From: David Brownell [mailto:davi...@pacbell.net]
Sent: Monday, April 13, 2009 10:28 PM
Isn't the issue that NET_IP_ALIGN is supposed to resolve,
when properly used by network drivers?
Looking at the documentation for that macro, drivers are supposed
to call skb_reserve() with
From: Troy Kisky [mailto:troy.ki...@boundarydevices.com]
Sent: Saturday, April 11, 2009 7:17 AM
nsek...@ti.com wrote:
From: Steve Chen [sc...@mvista.com]
[...]
diff --git a/drivers/net/davinci_emac.c b/drivers/net/davinci_emac.c
index 635e31f..eecd983 100644
---
On Friday 10 April 2009, nsek...@ti.com wrote:
This issue is resolved by using a 2-byte extra offset in the packet buffer.
Isn't the issue that NET_IP_ALIGN is supposed to resolve,
when properly used by network drivers?
___
From: David Brownell [mailto:davi...@pacbell.net]
Sent: Monday, April 13, 2009 8:43 PM
On Friday 10 April 2009, nsek...@ti.com wrote:
This issue is resolved by using a 2-byte extra offset in the packet
buffer.
Isn't the issue that NET_IP_ALIGN is supposed to resolve,
when properly used by
Isn't the issue that NET_IP_ALIGN is supposed to resolve,
when properly used by network drivers?
Looking at the documentation for that macro, drivers are supposed
to call skb_reserve() with NET_IP_ALIGN as argument. The patch is
doing the same, just not using the macro NET_IP_ALIGN.
From: Steve Chen [sc...@mvista.com]
The skb data allocated for packet data received is 4 byte aligned.
Unfortunately, this causes non-32bit aligned accesses in IP stack because
the MAC header is non-word aligned (14 bytes).
The result can be observed by looking at /proc/cpu/alignment while the
nsek...@ti.com wrote:
From: Steve Chen [sc...@mvista.com]
The skb data allocated for packet data received is 4 byte aligned.
Unfortunately, this causes non-32bit aligned accesses in IP stack because
the MAC header is non-word aligned (14 bytes).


● **WORK TO BE COMPLETED**: Below are entries. Pull out all lines containing "rate".

BEGIN GIVEN DATA

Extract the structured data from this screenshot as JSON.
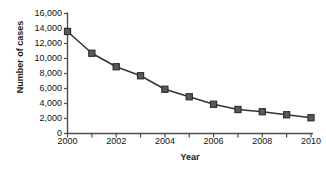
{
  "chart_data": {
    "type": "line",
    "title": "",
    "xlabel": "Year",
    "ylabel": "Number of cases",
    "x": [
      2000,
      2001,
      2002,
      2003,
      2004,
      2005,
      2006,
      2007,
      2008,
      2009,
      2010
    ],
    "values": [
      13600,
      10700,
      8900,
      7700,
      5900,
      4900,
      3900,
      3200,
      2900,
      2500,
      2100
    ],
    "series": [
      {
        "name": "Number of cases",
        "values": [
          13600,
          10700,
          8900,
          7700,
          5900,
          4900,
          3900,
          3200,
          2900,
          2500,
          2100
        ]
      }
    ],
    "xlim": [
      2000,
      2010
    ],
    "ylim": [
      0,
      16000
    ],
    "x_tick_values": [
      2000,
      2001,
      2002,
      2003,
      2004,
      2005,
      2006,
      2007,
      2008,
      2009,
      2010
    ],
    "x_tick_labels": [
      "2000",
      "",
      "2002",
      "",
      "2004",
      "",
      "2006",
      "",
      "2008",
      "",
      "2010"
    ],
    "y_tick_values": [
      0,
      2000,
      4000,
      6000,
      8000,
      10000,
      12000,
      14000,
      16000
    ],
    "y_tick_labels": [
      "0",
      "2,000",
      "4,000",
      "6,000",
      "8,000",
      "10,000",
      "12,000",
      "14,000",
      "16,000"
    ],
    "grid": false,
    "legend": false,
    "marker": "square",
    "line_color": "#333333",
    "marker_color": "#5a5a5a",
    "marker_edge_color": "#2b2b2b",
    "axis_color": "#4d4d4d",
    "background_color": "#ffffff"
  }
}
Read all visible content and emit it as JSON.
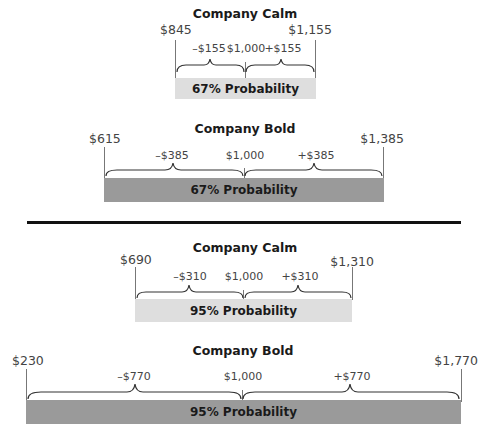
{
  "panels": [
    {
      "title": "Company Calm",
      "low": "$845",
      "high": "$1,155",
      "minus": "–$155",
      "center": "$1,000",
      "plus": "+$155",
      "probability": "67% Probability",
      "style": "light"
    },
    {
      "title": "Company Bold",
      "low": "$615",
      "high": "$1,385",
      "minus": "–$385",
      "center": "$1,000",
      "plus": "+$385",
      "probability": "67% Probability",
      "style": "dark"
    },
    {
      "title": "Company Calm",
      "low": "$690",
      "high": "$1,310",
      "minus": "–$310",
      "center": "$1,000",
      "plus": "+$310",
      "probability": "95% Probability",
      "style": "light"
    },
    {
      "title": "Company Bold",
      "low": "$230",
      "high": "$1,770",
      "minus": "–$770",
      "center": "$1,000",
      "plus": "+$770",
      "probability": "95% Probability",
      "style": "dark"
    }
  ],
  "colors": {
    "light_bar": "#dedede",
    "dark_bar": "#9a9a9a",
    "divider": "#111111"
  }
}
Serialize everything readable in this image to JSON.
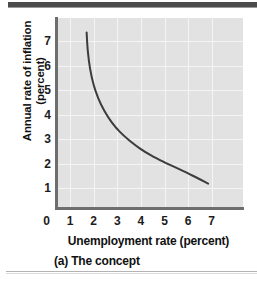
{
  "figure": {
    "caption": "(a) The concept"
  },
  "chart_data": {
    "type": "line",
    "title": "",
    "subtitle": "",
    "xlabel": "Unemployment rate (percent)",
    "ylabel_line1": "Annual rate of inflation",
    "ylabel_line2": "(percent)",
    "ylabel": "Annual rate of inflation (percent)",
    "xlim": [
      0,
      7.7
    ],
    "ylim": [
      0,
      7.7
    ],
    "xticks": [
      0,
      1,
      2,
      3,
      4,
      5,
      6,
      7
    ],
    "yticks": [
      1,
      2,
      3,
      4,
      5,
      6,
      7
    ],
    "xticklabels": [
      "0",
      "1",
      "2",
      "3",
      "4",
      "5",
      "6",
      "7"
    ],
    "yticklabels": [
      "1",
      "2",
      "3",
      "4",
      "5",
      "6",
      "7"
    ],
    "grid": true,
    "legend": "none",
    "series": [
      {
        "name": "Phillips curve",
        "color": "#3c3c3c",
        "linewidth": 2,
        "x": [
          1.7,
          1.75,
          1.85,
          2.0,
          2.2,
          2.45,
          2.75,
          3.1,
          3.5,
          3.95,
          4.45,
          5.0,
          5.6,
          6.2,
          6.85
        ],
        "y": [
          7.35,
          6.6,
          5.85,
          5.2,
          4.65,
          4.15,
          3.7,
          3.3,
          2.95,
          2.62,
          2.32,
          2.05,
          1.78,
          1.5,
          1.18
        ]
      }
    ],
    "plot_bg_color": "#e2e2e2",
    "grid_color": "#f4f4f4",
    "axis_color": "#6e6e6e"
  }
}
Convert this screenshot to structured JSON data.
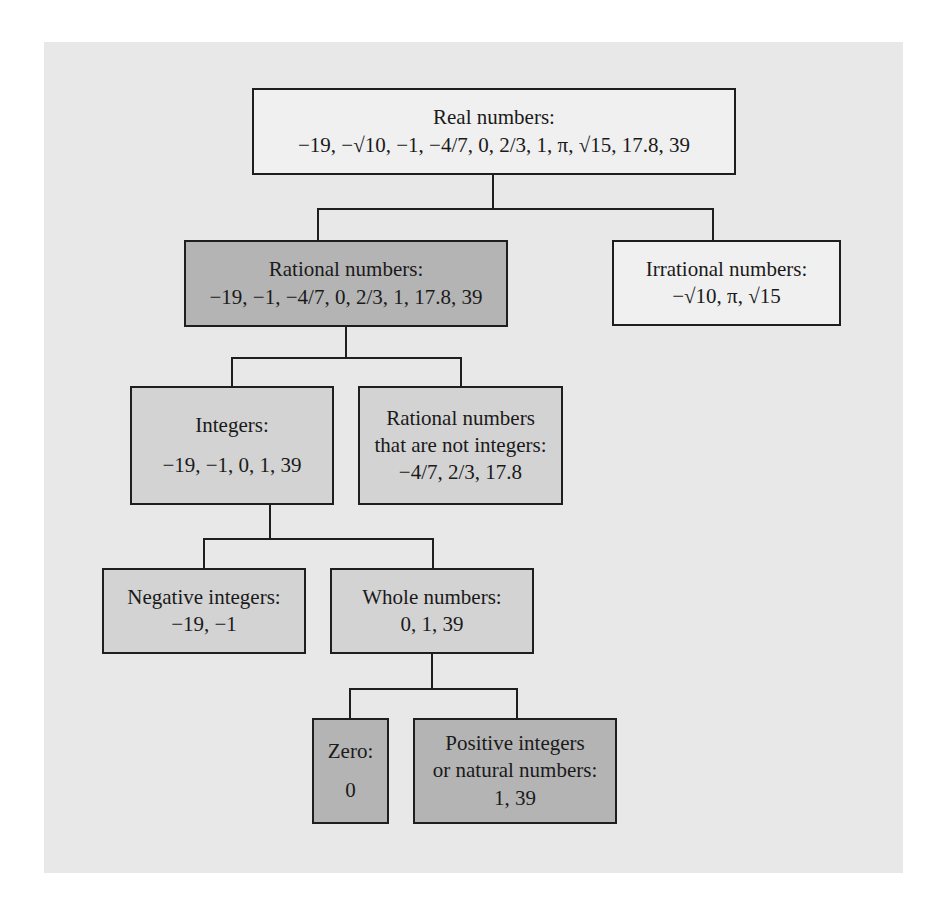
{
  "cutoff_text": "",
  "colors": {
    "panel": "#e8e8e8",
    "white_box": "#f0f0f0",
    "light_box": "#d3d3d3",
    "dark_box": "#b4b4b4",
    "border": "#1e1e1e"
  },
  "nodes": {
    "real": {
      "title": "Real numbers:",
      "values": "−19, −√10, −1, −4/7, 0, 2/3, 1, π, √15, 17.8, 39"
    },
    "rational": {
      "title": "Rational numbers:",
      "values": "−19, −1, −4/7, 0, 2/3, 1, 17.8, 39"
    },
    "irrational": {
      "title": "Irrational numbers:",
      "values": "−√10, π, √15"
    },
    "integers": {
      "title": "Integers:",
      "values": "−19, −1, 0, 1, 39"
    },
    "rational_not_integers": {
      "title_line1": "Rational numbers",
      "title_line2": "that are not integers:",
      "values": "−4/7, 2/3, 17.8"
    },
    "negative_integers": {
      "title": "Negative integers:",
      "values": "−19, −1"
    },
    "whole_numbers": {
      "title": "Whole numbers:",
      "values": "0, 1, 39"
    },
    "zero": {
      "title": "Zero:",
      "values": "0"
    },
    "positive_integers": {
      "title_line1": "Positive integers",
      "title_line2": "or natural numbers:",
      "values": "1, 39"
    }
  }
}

END GIVEN DATA
BEGIN GIVEN DATA

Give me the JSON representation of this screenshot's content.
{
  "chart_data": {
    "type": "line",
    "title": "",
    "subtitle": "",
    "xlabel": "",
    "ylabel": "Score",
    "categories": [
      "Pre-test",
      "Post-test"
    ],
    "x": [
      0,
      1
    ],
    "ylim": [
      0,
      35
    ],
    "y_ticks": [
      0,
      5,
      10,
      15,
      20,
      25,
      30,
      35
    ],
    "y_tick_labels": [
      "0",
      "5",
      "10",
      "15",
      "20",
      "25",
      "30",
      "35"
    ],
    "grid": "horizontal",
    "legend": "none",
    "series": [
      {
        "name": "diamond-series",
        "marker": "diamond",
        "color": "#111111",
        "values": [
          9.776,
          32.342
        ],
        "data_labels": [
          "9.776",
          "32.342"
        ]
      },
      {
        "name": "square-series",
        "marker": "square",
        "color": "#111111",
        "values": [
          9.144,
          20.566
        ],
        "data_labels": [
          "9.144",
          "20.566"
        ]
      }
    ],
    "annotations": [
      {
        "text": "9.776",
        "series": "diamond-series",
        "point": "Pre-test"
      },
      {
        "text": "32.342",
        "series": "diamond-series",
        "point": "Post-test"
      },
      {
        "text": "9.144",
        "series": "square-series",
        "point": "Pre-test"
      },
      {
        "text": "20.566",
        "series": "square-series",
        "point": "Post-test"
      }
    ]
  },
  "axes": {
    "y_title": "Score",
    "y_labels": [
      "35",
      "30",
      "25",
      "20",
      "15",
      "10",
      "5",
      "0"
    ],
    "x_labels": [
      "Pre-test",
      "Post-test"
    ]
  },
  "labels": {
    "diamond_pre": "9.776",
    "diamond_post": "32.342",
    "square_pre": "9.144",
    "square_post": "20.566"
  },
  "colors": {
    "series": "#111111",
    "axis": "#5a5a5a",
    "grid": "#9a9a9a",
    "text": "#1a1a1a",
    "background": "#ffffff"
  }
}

END GIVEN DATA

● **YOUR SOLUTION**:
    "xlabel": "Unemployment rate (percent)",
    "ylabel_line1": "Annual rate of inflation",
    "ylabel": "Annual rate of inflation (percent)",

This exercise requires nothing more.